While advances are being made in this area, the best a computer can do for the foreseeable future is assist scientists and engineers in their work. It will be a very long time until computers can do such work themselves, so those pursuing engineering degrees, or those already in an engineering profession, can breathe easier.

Creative and Artistic Work

Computers have been used to make art ever since there have been computers and by now everyone has seen the hilarious and trippy images put out by Google’s Deep Dream AI. A Google artificial intelligence has even been able to compose original music that doesn’t sound all that bad. But can it invent punk rock or jazz on its own? Of all the possible careers, creative and artistic jobs are most likely the kind of jobs that can't be replaced by technology.

An artificial intelligence can invent unique, original patterns or styles that haven’t been done before, but could it create anything that extends beyond an interesting anomaly and become something artistic in its own right? Would humans ever accept it as such? Many people struggle with e-readers because they prefer holding an actual book.
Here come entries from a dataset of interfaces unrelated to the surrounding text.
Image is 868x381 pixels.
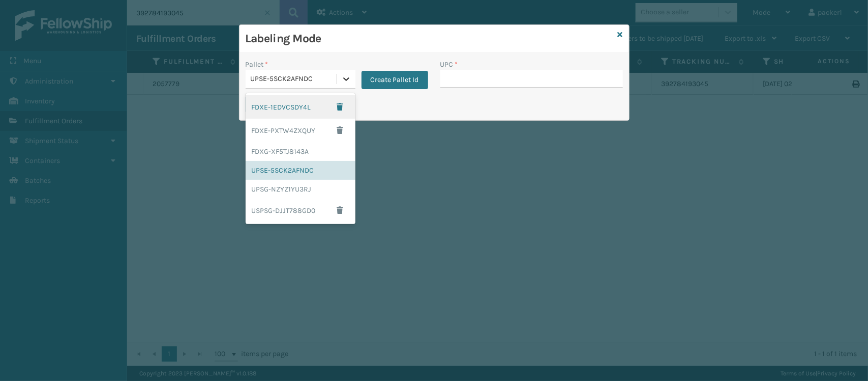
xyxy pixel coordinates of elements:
[246,179,356,199] div: UPSG-NZYZ1YU3RJ
[362,71,428,89] button: Create Pallet Id
[440,60,458,70] label: UPC
[246,31,614,46] h3: Labeling Mode
[246,142,356,161] div: FDXG-XF5TJ8143A
[246,119,356,142] div: FDXE-PXTW4ZXQUY
[246,161,356,179] div: UPSE-5SCK2AFNDC
[246,60,269,70] label: Pallet
[246,199,356,222] div: USPSG-DJJT788GD0
[250,74,338,84] div: UPSE-5SCK2AFNDC
[246,95,356,119] div: FDXE-1EDVCSDY4L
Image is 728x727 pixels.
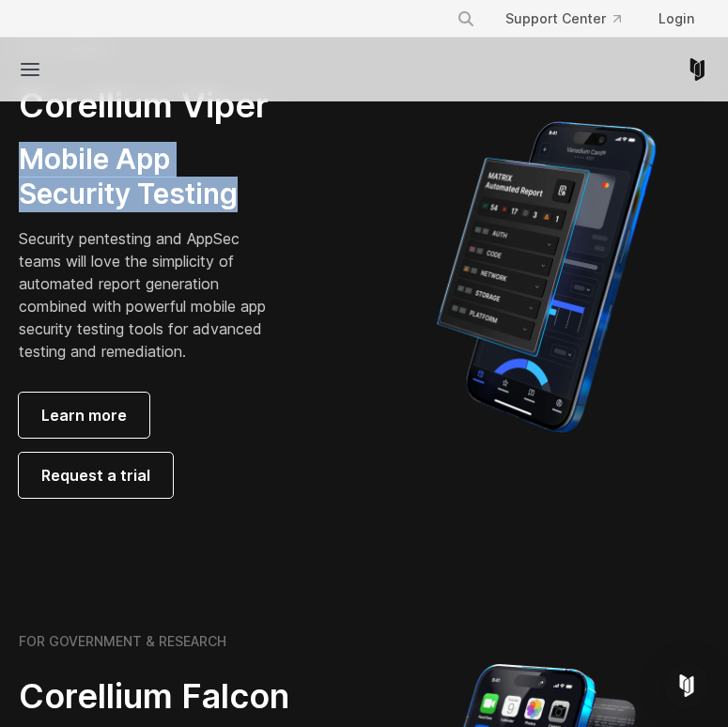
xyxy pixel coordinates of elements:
div: Navigation Menu [442,2,710,36]
a: Corellium Home [686,58,710,81]
h2: Corellium Viper [18,85,275,127]
a: Learn more [18,392,149,438]
h6: FOR GOVERNMENT & RESEARCH [18,633,227,650]
button: Search [449,2,483,36]
img: Corellium MATRIX automated report on iPhone showing app vulnerability test results across securit... [405,113,688,442]
h3: Mobile App Security Testing [18,142,275,212]
a: Support Center [491,2,636,36]
a: Request a trial [18,453,173,498]
p: Security pentesting and AppSec teams will love the simplicity of automated report generation comb... [18,228,275,363]
span: Request a trial [41,464,150,487]
div: Open Intercom Messenger [664,663,710,709]
h2: Corellium Falcon [18,676,319,718]
a: Login [644,2,710,36]
span: Learn more [41,404,127,426]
How much harder will it be for people to read a competently written novel produced entirely by a machine?

So long as human beings consume art in its various forms, nothing a machine has produced to date has really come close to the sustained efforts of genuine artists and it will be a long time, if ever, a machine overtakes humanity when it comes to creative works.

Which Engineering Jobs Are Safe From Automation?
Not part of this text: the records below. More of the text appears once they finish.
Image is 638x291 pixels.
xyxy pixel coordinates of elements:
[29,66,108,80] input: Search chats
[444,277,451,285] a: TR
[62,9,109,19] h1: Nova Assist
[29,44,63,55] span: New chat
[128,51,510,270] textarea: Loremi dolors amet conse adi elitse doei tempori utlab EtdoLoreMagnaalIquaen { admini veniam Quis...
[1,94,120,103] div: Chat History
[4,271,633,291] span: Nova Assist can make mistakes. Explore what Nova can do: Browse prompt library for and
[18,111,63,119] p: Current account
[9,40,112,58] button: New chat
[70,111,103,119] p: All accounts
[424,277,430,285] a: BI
If you’re looking at the above list, you might have already seen why some of the most common engineering jobs are jobs that can't be automated.
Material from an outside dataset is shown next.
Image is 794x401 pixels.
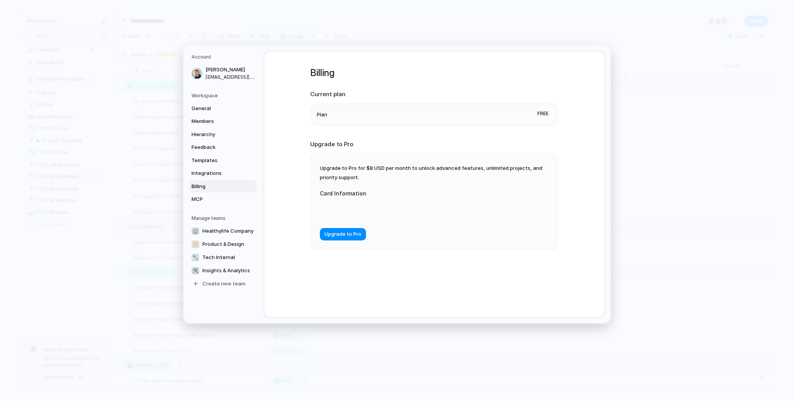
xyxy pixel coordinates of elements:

Computer Hardware Engineers

Quite simply, there is no artificial intelligence without engineers building the systems to run them. The more demand there is for artificially intelligent systems, the more in-demand the engineers who build those systems will be. Someday, the software might learn to write itself but for the foreseeable future, the hardware must be designed and built by human engineers.

Mechanical Engineers

The essential job of the mechanical engineer is to build a machine to perform a task. An AI can give you a complete set of gears to produce a desired amount of torque, but telling a machine to build you a fully functioning car is beyond even the most powerful computer’s capabilities. A computer can provide invaluable assistance in the process, but you will still need a team of mechanical engineers at the helm to design and build any sophisticated machine.

Architects

Without a doubt, a computer could probably come up with some interesting ideas for furniture or maybe even a building, but for serious work, an architect who has a trained eye for aesthetics and environment is needed. Any machine could design a carbon-copy office park but walk past the Empire State Building in New York or the Hagia Sophia in Istanbul and the importance of the architect won’t need to be mentioned. The work of the architect speaks for itself.

The Rise Of AI Is Coming-- And That's Okay

With the increased use of artificial intelligence in all facets of life, the future can feel bewildering. With a proper understanding of where we’re heading, anyone who feels threatened by the coming change can adequately prepare themselves to make the necessary jump to a more secure position when the time comes and those already primed to take advantage of the growth of artificial intelligence can take full advantage of it once it arrives—and it will arrive, that much is certain.